Jacoby later scaled back the proposed marina as well as the number of proposed hotel units in response to community and environmental concerns. But after slogging through the county zoning and state environmental review process, the developer eventually walked away from the project when faced with the possibility of having to also navigate a federal National Environmental Policy Act review.
Then in 2009, the Hawai`i County Council approved a recommendation by its Planning Department to downzone the DLNR lands at Honokohau, shifting them from Urban Expansion to Open. The move was primarily aimed at settling a lawsuit brought by a group of native Hawaiians seeking to protect their traditional and customary practices in the area, which is adjacent to Kaloko-Honokohau National Historic Park. It also reflected the preservation and development goals laid out in the Kona Community Development Plan, which the county adopted in September 2008.

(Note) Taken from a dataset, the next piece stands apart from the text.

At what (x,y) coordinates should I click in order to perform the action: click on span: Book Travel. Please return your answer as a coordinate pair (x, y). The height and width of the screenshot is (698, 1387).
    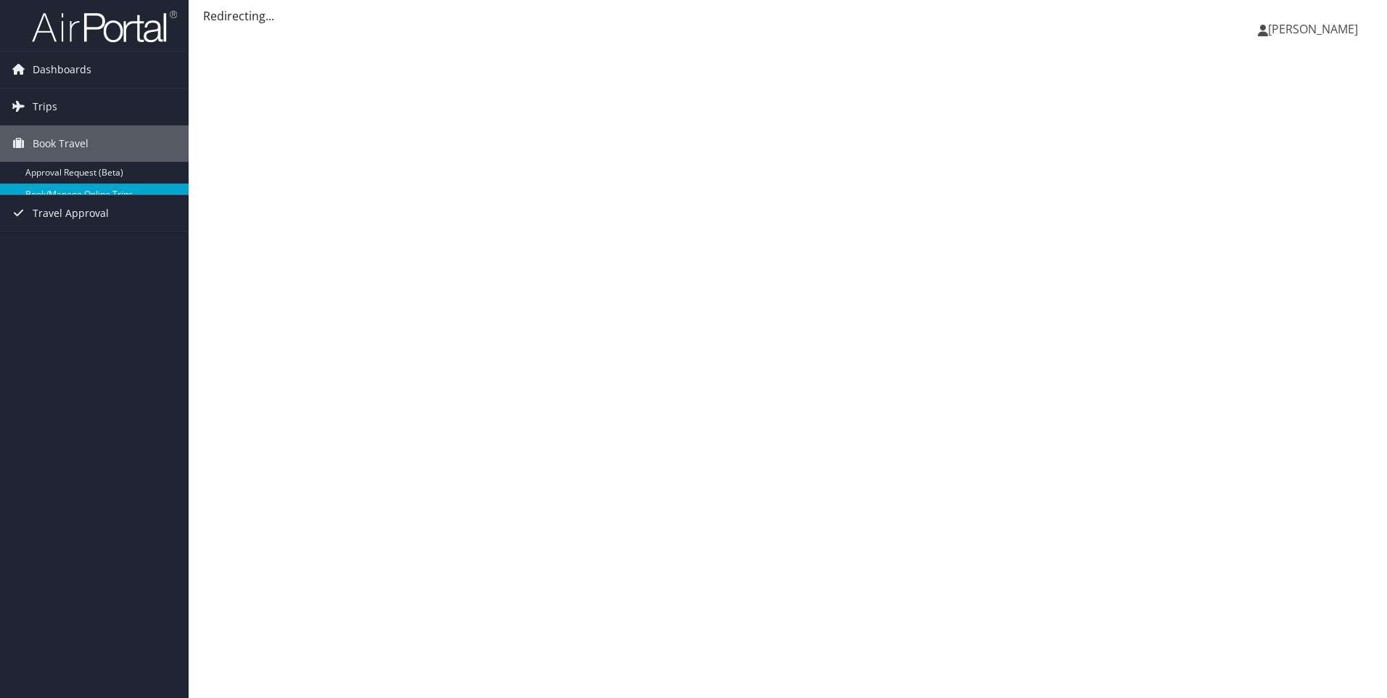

Placing the area in the Open zone “will assure the coordinated development of the area, and protection of the significant natural and cultural resources in the amendment area and on surrounding lands will maintain the general welfare and prosperity of the people of Hawai`i island,” the Planning Department stated before the council’s decision.
At the PLDC board’s July meeting, board member Robert Bunda asked Haraguchi whether any parties or developers were interested in the Honokohau lands. Haraguchi mentioned that Jacoby was once interested, but that current interest “has not been to the degree generated by the Kona Kai Ola plan,” the minutes state.
Haraguchi did not respond to questions about Honokohau by press time.